Time+Place: Tuesday 04/01/2011 14:30 Room 337-8 Taub Bld.
Title: Building a Bridge between Incentives and Computation
Speaker: Shahar Dobzinski https://sites.google.com/site/dobzin/
Affiliation: Computer Science Dept., Cornell University
Host: Johann Makowsky

Abstract:


Can we design algorithms when the participating parties are self 
interested?  The goal of the field of Algorithmic Mechanism Design 
is to answer this and similar questions. In this talk I will demonstrate 
the fundamental challenges, notions, and techniques of the field.
Examples include:

-- The clash between incentives and computation.
-- The algorithmic framework of maximal-in-range algorithms.
-- Bounding the power computationally efficient truthful algorithms.
-- Characterizing truthfulness: beyond VCG mechanisms.
-- The power of randomization.

All issues will be illustrated via the lenses of the simple problem of
multi-unit auctions.

Short Bio
Shahar Dobzinski is a post-doctoral researcher at the computer science
department at Cornell University. He received his PhD from the Hebrew
University in 2009. His main research area is the border of computer
science, game theory, and economics, and in particular algorithmic 
mechanism design. His work received several awards, including the 
Hebrew University's Schlomiuk prize for outstanding PhD thesis, and 
an outstanding paper award in EC'09.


What the task requires → Could you copy every line of the data that contains the word "societal"?

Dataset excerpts
--

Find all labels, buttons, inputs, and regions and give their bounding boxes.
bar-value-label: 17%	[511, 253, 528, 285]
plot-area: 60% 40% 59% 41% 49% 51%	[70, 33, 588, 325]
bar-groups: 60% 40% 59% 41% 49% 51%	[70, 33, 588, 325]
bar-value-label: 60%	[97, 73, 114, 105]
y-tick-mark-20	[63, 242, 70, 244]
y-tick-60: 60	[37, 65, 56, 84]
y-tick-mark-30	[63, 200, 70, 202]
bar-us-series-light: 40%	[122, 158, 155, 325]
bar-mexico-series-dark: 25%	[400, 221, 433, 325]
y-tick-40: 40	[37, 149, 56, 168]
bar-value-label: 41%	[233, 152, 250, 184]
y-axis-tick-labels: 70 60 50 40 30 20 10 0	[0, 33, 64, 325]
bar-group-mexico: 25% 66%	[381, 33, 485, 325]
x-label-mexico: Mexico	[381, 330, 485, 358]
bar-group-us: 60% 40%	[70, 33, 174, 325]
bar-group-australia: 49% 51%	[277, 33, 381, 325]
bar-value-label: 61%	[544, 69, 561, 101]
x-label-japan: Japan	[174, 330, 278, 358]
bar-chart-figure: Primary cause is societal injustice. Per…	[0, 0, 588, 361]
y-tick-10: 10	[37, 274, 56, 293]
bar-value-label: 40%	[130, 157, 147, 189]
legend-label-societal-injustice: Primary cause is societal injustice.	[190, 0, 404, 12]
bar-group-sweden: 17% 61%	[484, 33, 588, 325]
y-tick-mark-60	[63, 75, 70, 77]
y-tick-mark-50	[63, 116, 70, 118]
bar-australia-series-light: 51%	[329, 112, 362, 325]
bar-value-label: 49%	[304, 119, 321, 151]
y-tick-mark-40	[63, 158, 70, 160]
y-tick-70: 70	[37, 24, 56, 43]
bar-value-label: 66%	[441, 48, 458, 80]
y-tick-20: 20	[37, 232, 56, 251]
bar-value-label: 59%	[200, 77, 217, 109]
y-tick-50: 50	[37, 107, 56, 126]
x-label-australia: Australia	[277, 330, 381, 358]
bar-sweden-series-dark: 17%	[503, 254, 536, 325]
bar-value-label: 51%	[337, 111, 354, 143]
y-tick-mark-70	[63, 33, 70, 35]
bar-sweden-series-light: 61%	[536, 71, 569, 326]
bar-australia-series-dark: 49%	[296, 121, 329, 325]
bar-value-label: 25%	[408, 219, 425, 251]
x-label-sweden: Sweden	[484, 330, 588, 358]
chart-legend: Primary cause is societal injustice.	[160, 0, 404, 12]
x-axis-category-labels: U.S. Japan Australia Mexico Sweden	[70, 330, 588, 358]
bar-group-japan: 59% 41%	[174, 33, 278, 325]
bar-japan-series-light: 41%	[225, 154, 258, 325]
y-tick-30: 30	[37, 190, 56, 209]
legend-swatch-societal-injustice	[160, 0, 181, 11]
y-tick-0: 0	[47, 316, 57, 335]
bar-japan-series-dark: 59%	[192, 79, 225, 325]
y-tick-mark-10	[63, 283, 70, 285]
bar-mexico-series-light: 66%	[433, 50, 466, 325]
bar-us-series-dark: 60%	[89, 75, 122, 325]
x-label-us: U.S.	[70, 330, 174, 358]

--

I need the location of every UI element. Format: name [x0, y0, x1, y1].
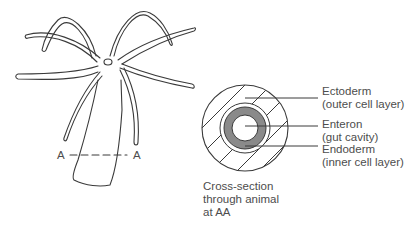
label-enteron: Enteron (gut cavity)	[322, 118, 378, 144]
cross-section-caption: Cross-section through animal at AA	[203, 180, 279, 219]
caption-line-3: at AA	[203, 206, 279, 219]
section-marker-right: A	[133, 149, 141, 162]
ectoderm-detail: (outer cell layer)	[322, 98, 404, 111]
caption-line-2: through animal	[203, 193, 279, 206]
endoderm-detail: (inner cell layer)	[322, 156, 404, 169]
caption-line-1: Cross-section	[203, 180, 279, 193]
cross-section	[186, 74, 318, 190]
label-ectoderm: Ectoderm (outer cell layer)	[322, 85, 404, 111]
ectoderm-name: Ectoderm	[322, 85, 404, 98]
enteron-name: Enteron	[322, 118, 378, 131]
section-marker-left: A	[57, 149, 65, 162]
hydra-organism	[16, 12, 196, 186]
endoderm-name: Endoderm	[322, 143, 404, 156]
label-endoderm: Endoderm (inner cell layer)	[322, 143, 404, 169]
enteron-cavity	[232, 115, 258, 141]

--

Written solution →
bar-chart-figure: Primary cause is societal injustice. Per…	[0, 0, 588, 361]
legend-label-societal-injustice: Primary cause is societal injustice.	[190, 0, 404, 12]
chart-legend: Primary cause is societal injustice.	[160, 0, 404, 12]
legend-swatch-societal-injustice	[160, 0, 181, 11]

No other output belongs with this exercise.